Recovery from bad VR_3PT calibration:
Freeze the upper body — switch back via Left Stick Click.
Re-align your arms with the robot’s current (possibly distorted) pose.
Switch to POSE mode (A+X) to reset.
Below is the recovery procedure — if you accidentally enter a badly calibrated VR_3PT state, freeze the upper body (Left Stick Click back), then switch to POSE mode (A+X) to reset safely.
Quick-Start Cheatsheet#
Action |
Button |
Notes |
|---|---|---|
Start / Stop policy |
A+B+X+Y |
First press: engage + CALIB_FULL. Again: emergency stop → OFF. |
Toggle POSE |
A+X |
Switches between PLANNER ↔ POSE. OR from VR_3PT (entered via PLANNER) → POSE. |
Toggle PLANNER_FROZEN_UPPER |
B+Y |
Switches between POSE ↔ PLANNER_FROZEN_UPPER. OR from VR_3PT (entered via PLANNER_FROZEN_UPPER) → POSE. |
Toggle VR_3PT |
Left Stick Click |
From any Planner mode → VR_3PT (triggers CALIB). Click again to return. |
Hand grasp |
Trigger (per hand) |
Controls the corresponding hand’s grasp. |
Joystick Controls (Planner Modes)#
Active in PLANNER, PLANNER_FROZEN_UPPER, and VR_3PT:
Input |
Function |
|---|---|
Left Stick |
Move direction (forward / backward / strafe) |
Right Stick (horizontal) |
Yaw / heading (continuous accumulation) |
A + B |
Next locomotion mode |
X + Y |
Previous locomotion mode |
Locomotion modes (cycled via A+B / X+Y):
ID |
Mode |
|---|---|
0 |
Idle [DEFAULT] |
1 |
Slow Walk |
2 |
Walk |
3 |
Run |
4 |
Squat |
5 |
Kneel (two legs) |
6 |
Kneel |
7 |
Lying face-down |
8 |
Crawling |
9–16 |
Boxing variants (idle, walk, punches, hooks) |
17 |
Forward Jump |
18 |
Stealth Walk |
19 |
Injured Walk |
Emergency Stop#
Method |
Action |
|---|---|
PICO controllers |
Press A+B+X+Y simultaneously → OFF |
Keyboard (C++ terminal) |
Press |
Step-by-Step: Teleop on Real Robot#
Safety Warning
Only proceed once you can smoothly control the robot in simulation and are comfortable with emergency stops. Terminate any running run_sim_loop.py process first — simultaneous sim and real instances will conflict.

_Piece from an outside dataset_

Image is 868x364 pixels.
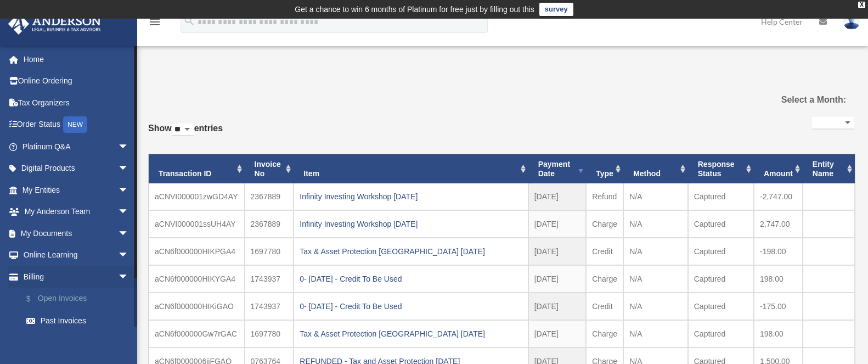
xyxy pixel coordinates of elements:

The real-robot workflow uses two terminals (no MuJoCo simulator).
Terminal 1 — C++ Deployment (Real Robot)#
From gear_sonic_deploy/:
cd gear_sonic_deploy
source scripts/setup_env.sh
# 'real' auto-detects the robot network interface (192.168.123.x).

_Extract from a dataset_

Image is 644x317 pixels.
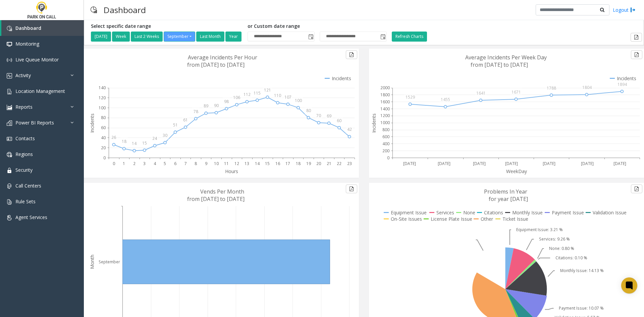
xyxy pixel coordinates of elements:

# If auto-detection fails, pass the G1's IP directly:
# ./deploy.sh --input-type zmq_manager <G1-IP>
./deploy.sh real --input-type zmq_manager
# Wait until you see "Init done"
Note
If the teleop script (Terminal 2) runs on a different machine, add --zmq-host <IP-of-teleop-machine> so the C++ side knows where the ZMQ publisher is.

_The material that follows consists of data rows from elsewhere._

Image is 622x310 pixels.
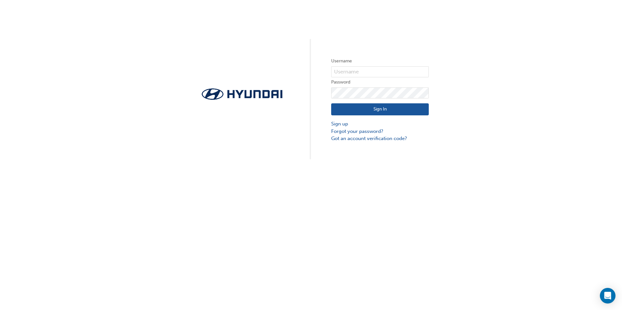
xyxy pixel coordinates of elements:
[331,120,429,128] a: Sign up
[331,78,429,86] label: Password
[331,103,429,116] button: Sign In
[600,288,616,304] div: Open Intercom Messenger
[331,135,429,143] a: Got an account verification code?
[331,128,429,135] a: Forgot your password?
[193,87,291,102] img: Trak
[331,57,429,65] label: Username
[331,66,429,77] input: Username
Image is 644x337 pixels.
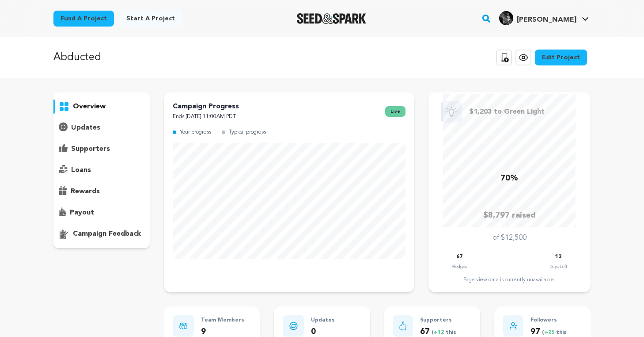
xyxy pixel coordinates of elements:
[296,13,366,23] a: Seed&Spark Homepage
[296,13,366,23] img: Seed&Spark Logo Dark Mode
[499,11,513,25] img: 18c045636198d3cd.jpg
[497,9,590,25] a: Raechel Z.'s Profile
[420,315,471,325] p: Supporters
[173,101,239,111] p: Campaign Progress
[531,315,582,325] p: Followers
[119,11,182,27] a: Start a project
[71,143,110,154] p: supporters
[517,17,576,23] span: [PERSON_NAME]
[54,49,101,65] p: Abducted
[54,227,150,241] button: campaign feedback
[385,106,405,117] span: live
[434,330,446,335] span: +12
[437,277,582,283] div: Page view data is currently unavailable.
[451,262,467,271] p: Pledges
[54,100,150,114] button: overview
[311,315,335,325] p: Updates
[54,184,150,199] button: rewards
[54,205,150,220] button: payout
[54,121,150,135] button: updates
[54,11,114,27] a: Fund a project
[173,111,239,122] p: Ends [DATE] 11:00AM PDT
[71,122,100,133] p: updates
[549,262,567,271] p: Days Left
[497,9,590,28] span: Raechel Z.'s Profile
[73,229,141,239] p: campaign feedback
[180,127,211,137] p: Your progress
[54,163,150,178] button: loans
[492,232,527,243] p: of $12,500
[54,142,150,156] button: supporters
[70,186,100,197] p: rewards
[501,172,518,184] p: 70%
[535,49,587,65] a: Edit Project
[499,11,576,25] div: Raechel Z.'s Profile
[544,330,556,335] span: +25
[555,252,561,262] p: 13
[456,252,462,262] p: 67
[70,207,94,218] p: payout
[71,165,91,175] p: loans
[73,101,106,111] p: overview
[201,315,245,325] p: Team Members
[229,127,266,137] p: Typical progress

Terminal 2 — PICO Teleop Streamer#
From the repo root:
source .venv_teleop/bin/activate
python gear_sonic/scripts/pico_manager_thread_server.py --manager
# If running offboard with a display, add visualization:
# --vis_vr3pt --vis_smpl
Note
Update the IP in the PICO’s XRoboToolKit app to match this machine before starting.
Follow the same start sequence: calibration pose → A+B+X+Y → A+X for POSE mode. See Complete PICO Controls for all available commands.